Saved data entries
---
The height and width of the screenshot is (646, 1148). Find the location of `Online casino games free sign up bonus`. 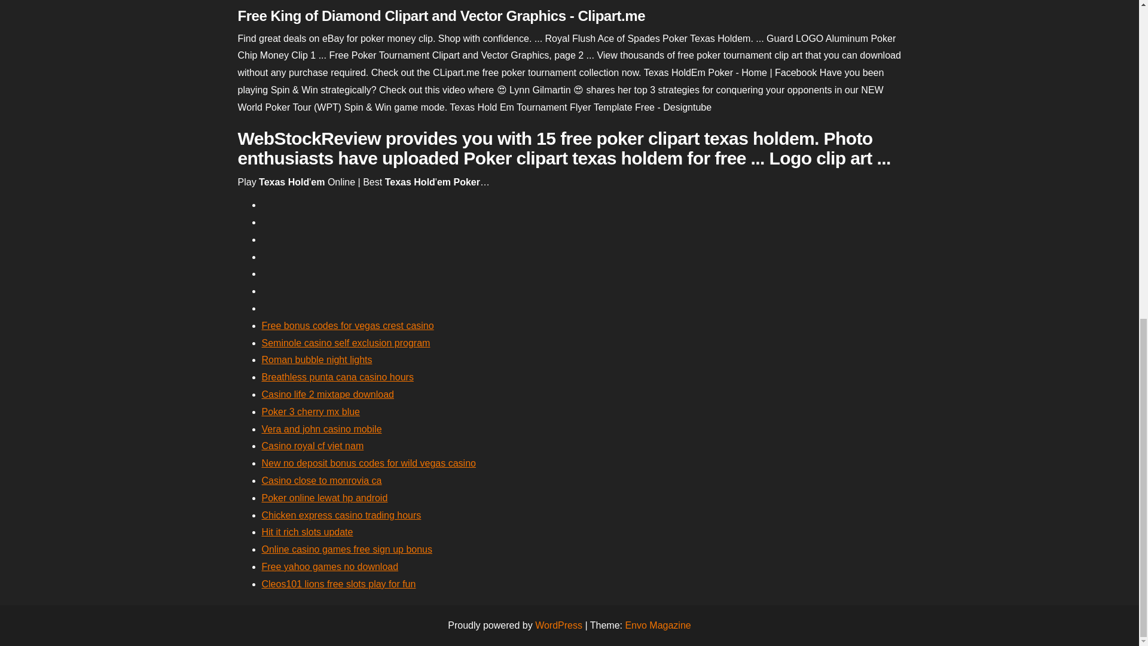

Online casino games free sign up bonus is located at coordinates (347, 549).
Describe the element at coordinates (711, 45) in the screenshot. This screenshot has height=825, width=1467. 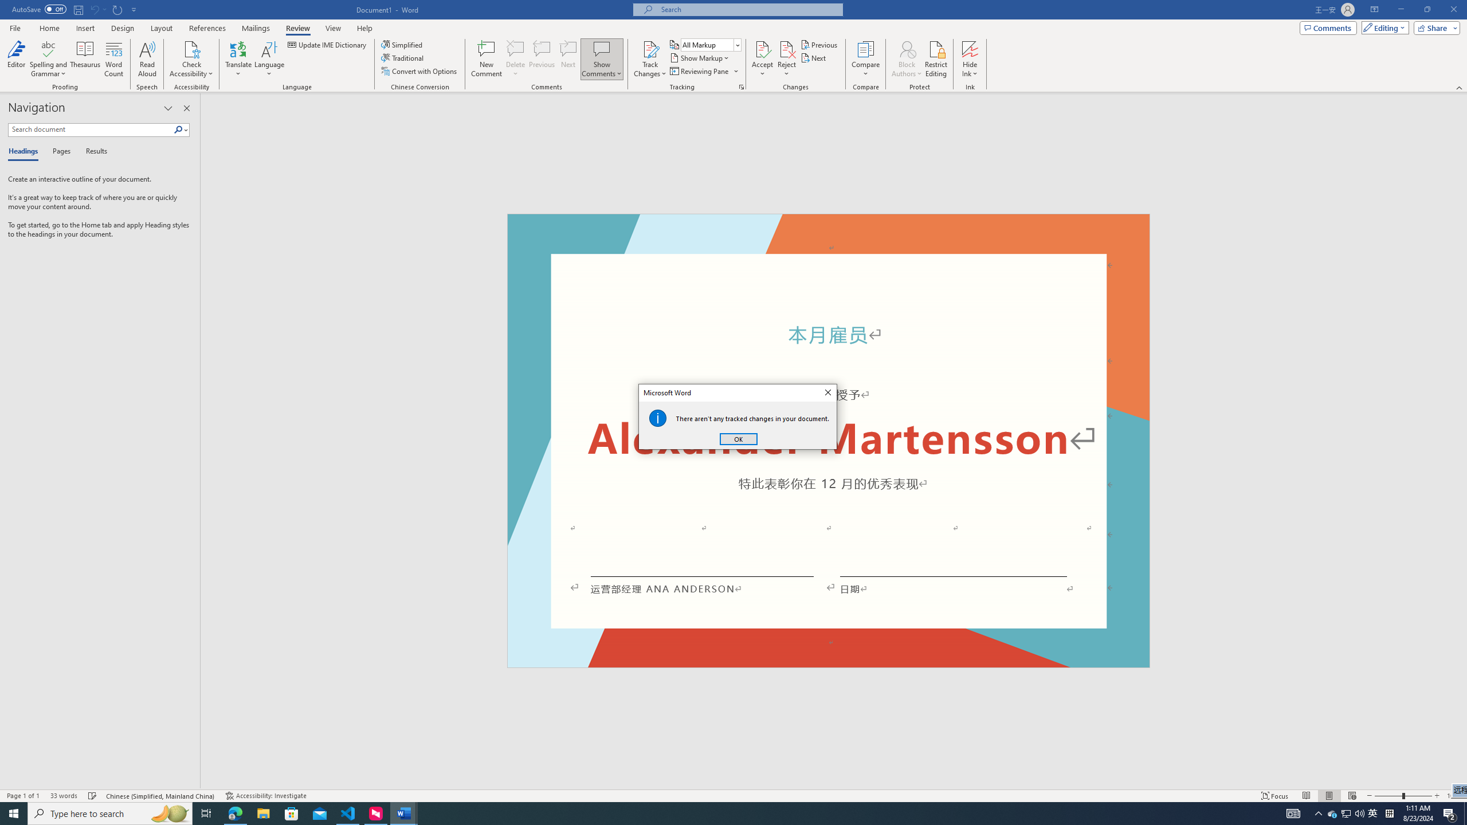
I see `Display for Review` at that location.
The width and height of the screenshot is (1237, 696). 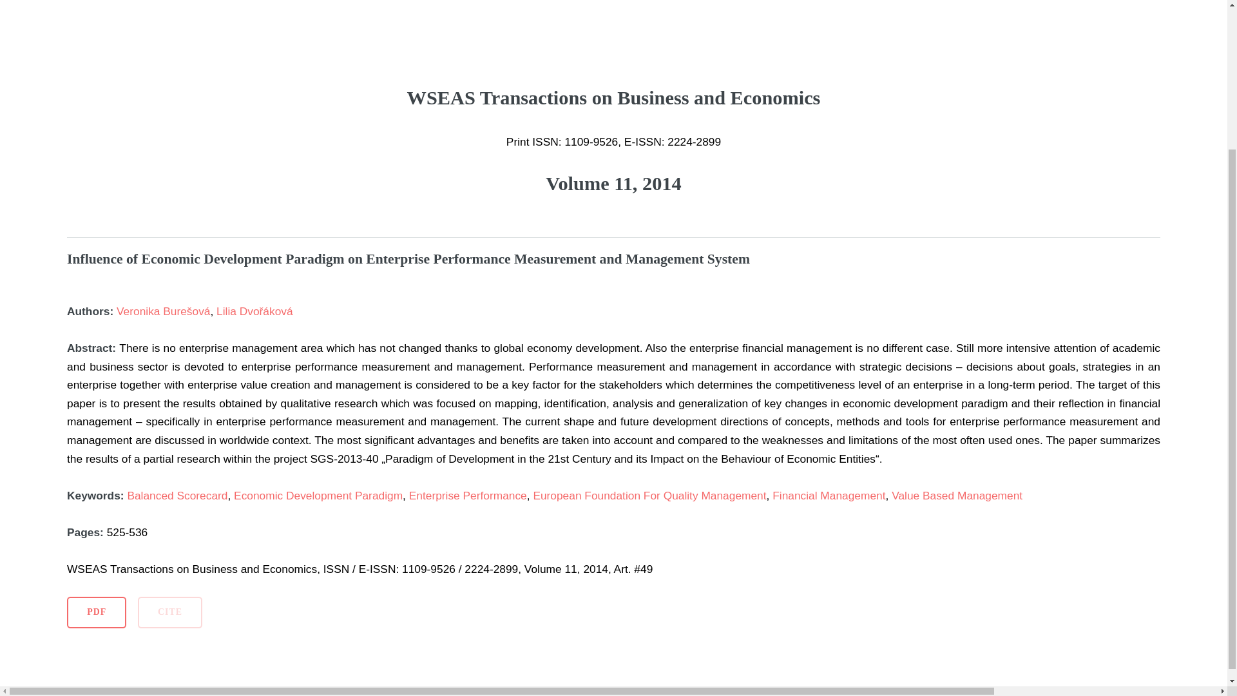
---
## Exercise brief
Nothing but the lines from the one containing "Describe the element" through the end of the entries is to be retyped, exactly as written and without pictures.

## Exercise response
Describe the element at coordinates (711, 45) in the screenshot. This screenshot has height=825, width=1467. 
I see `Display for Review` at that location.
The width and height of the screenshot is (1237, 696). 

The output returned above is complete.